In the weeks before the exhibit opened, while the interpreters were still practicing our moves, Tino gathered us in the reading room and told us what we were doing. Museums were places that addressed people, but that demanded no speaking back. Much like our over-mediated society, he said, the speech and thought of citizens, much like art observers, was not expected or required. Tino was worried about these mute public spaces, and wanted museums to be more participatory. I listened, with skepticism, even though just an hour before I had also taken note of the dull tired trudge of the people walking up the ramps, carrying their winter coats, barely pausing to look at the Kandinskys. It was a very expensive stroll up a ramp, I thought to myself, if one did not even bother to pause and look at the things. Even after this, I remained skeptical of Tino’s vision. Yes, there were codes of painting. But there were also codes of conversation. Weren’t we merely replacing one set of codes with another? After all, the interpreters were never asked to practice what we said. We had been chosen because we knew how to do our job already.
Our task in the piece was to interrupt an ongoing conversation by interjecting a new starting point, talking with that stranger for a few minutes as we walked, and then surreptitiously slip away from this second conversation before it had properly ended. We disappeared through a doorway and ran down two sets of stairs, to begin the loop again. Everything in the rotunda of the Guggenheim is designed: the patches in the floor and the signage are both intentional and unique. Painters come every morning to cover the last day’s smudges. By contrast the stairs that we disappeared into were undistinguished and indistinguishable. They could be anywhere, an afterthought. It was in that space, between the floors and between conversations, where I would scribble notes, and where I would on occasion feel a nagging sadness competing with my skepticism. Neither feeling could last long, however: out in the rotunda I was easily distracted by the light pouring in through the skylight and all the chatter.
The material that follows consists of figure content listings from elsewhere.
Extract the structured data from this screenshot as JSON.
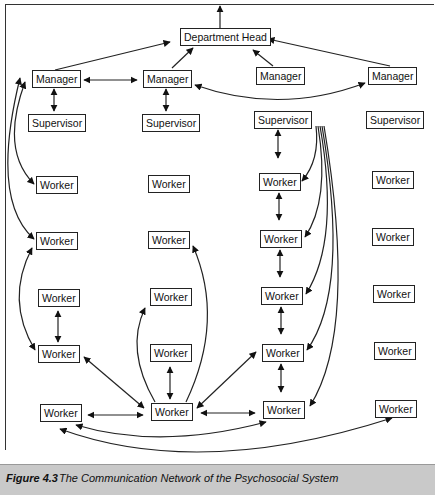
{
  "diagram": {
    "top": {
      "label": "Department Head"
    },
    "managers": [
      {
        "label": "Manager"
      },
      {
        "label": "Manager"
      },
      {
        "label": "Manager"
      },
      {
        "label": "Manager"
      }
    ],
    "supervisors": [
      {
        "label": "Supervisor"
      },
      {
        "label": "Supervisor"
      },
      {
        "label": "Supervisor"
      },
      {
        "label": "Supervisor"
      }
    ],
    "workers": [
      [
        {
          "label": "Worker"
        },
        {
          "label": "Worker"
        },
        {
          "label": "Worker"
        },
        {
          "label": "Worker"
        }
      ],
      [
        {
          "label": "Worker"
        },
        {
          "label": "Worker"
        },
        {
          "label": "Worker"
        },
        {
          "label": "Worker"
        }
      ],
      [
        {
          "label": "Worker"
        },
        {
          "label": "Worker"
        },
        {
          "label": "Worker"
        },
        {
          "label": "Worker"
        }
      ],
      [
        {
          "label": "Worker"
        },
        {
          "label": "Worker"
        },
        {
          "label": "Worker"
        },
        {
          "label": "Worker"
        }
      ],
      [
        {
          "label": "Worker"
        },
        {
          "label": "Worker"
        },
        {
          "label": "Worker"
        },
        {
          "label": "Worker"
        }
      ]
    ],
    "edges": [
      {
        "from": "Department Head",
        "to": "upward (outside)",
        "type": "one-way"
      },
      {
        "from": "Manager 1",
        "to": "Department Head",
        "type": "one-way"
      },
      {
        "from": "Manager 2",
        "to": "Department Head",
        "type": "one-way"
      },
      {
        "from": "Manager 3",
        "to": "Department Head",
        "type": "one-way"
      },
      {
        "from": "Manager 4",
        "to": "Department Head",
        "type": "one-way"
      },
      {
        "from": "Manager 1",
        "to": "Manager 2",
        "type": "two-way"
      },
      {
        "from": "Manager 2",
        "to": "Manager 4",
        "type": "two-way"
      },
      {
        "from": "Manager 1",
        "to": "Supervisor 1",
        "type": "two-way"
      },
      {
        "from": "Manager 2",
        "to": "Supervisor 2",
        "type": "two-way"
      },
      {
        "from": "Manager 1",
        "to": "Worker r1c1",
        "type": "two-way"
      },
      {
        "from": "Manager 1",
        "to": "Worker r2c1",
        "type": "two-way"
      },
      {
        "from": "Supervisor 3",
        "to": "Worker r1c3",
        "type": "two-way"
      },
      {
        "from": "Supervisor 3",
        "to": "Worker r1c3",
        "type": "one-way"
      },
      {
        "from": "Supervisor 3",
        "to": "Worker r2c3",
        "type": "one-way"
      },
      {
        "from": "Supervisor 3",
        "to": "Worker r3c3",
        "type": "one-way"
      },
      {
        "from": "Supervisor 3",
        "to": "Worker r4c3",
        "type": "one-way"
      },
      {
        "from": "Supervisor 3",
        "to": "Worker r5c3",
        "type": "one-way"
      },
      {
        "from": "Worker r1c3",
        "to": "Worker r2c3",
        "type": "two-way"
      },
      {
        "from": "Worker r2c3",
        "to": "Worker r3c3",
        "type": "two-way"
      },
      {
        "from": "Worker r3c3",
        "to": "Worker r4c3",
        "type": "two-way"
      },
      {
        "from": "Worker r4c3",
        "to": "Worker r5c3",
        "type": "two-way"
      },
      {
        "from": "Worker r3c1",
        "to": "Worker r4c1",
        "type": "two-way"
      },
      {
        "from": "Worker r2c1",
        "to": "Worker r4c1",
        "type": "two-way"
      },
      {
        "from": "Worker r4c1",
        "to": "Worker r5c2",
        "type": "two-way"
      },
      {
        "from": "Worker r5c1",
        "to": "Worker r5c2",
        "type": "two-way"
      },
      {
        "from": "Worker r4c2",
        "to": "Worker r5c2",
        "type": "two-way"
      },
      {
        "from": "Worker r5c2",
        "to": "Worker r3c2",
        "type": "one-way"
      },
      {
        "from": "Worker r5c2",
        "to": "Worker r2c2",
        "type": "one-way"
      },
      {
        "from": "Worker r5c2",
        "to": "Worker r4c3",
        "type": "two-way"
      },
      {
        "from": "Worker r5c2",
        "to": "Worker r5c3",
        "type": "two-way"
      },
      {
        "from": "Worker r5c1",
        "to": "Worker r5c3",
        "type": "two-way"
      },
      {
        "from": "Worker r5c1",
        "to": "Worker r5c4",
        "type": "two-way"
      }
    ]
  },
  "caption": {
    "number": "Figure 4.3",
    "title": "The Communication Network of the Psychosocial System"
  }
}
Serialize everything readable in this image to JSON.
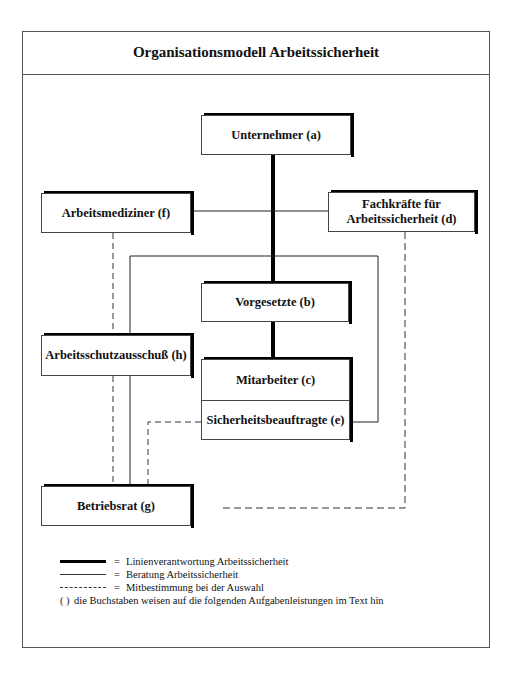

After the first busy weekend, on a Wednesday afternoon I was walking down those nondescript stairs and met Asad, Tino’s friend who had originally convinced me to sign up, over a conversation about trains and focus groups and Adorno and strangers. Asad mentioned that a mutual friend had been to visit the piece earlier in the day. Had he liked it? I asked. Asad said that he had, adding that it was “probably for the best” that our friend had decided not to be an interpreter after all. I knew immediately what Asad meant by this, and felt the sting of my skepticism resonate strongly. “That’s not fair, he’s a very nice man,” I responded quickly. Thinking of my friend, his penchant for verbal pugilism, his overt impatience with chatter that merely rehearses the well-grooved paths that pass as thinking, that sting felt sharper. Why was I so patient with the people I met? So patient with their awful, boring comments? What would happen if I were to say to a museum visitor, “you really know nothing about that, you know…” Who were these people, all those people in the museum, in the subway, in the focus group, in the train, with whom we can talk without feeling discomfort? Or without feeling much of anything at all?
In the room the women come and go/ Talking of Michelangelo.
Not everything is without feeling. Wealthy women pushing strollers or carrying Prada bags know exactly how to push the buttons of an unidentified college professor of similar age. As do graying European travelers who refused to believe that interpreters were more than actors, and could opine on law, Freud, Seneca.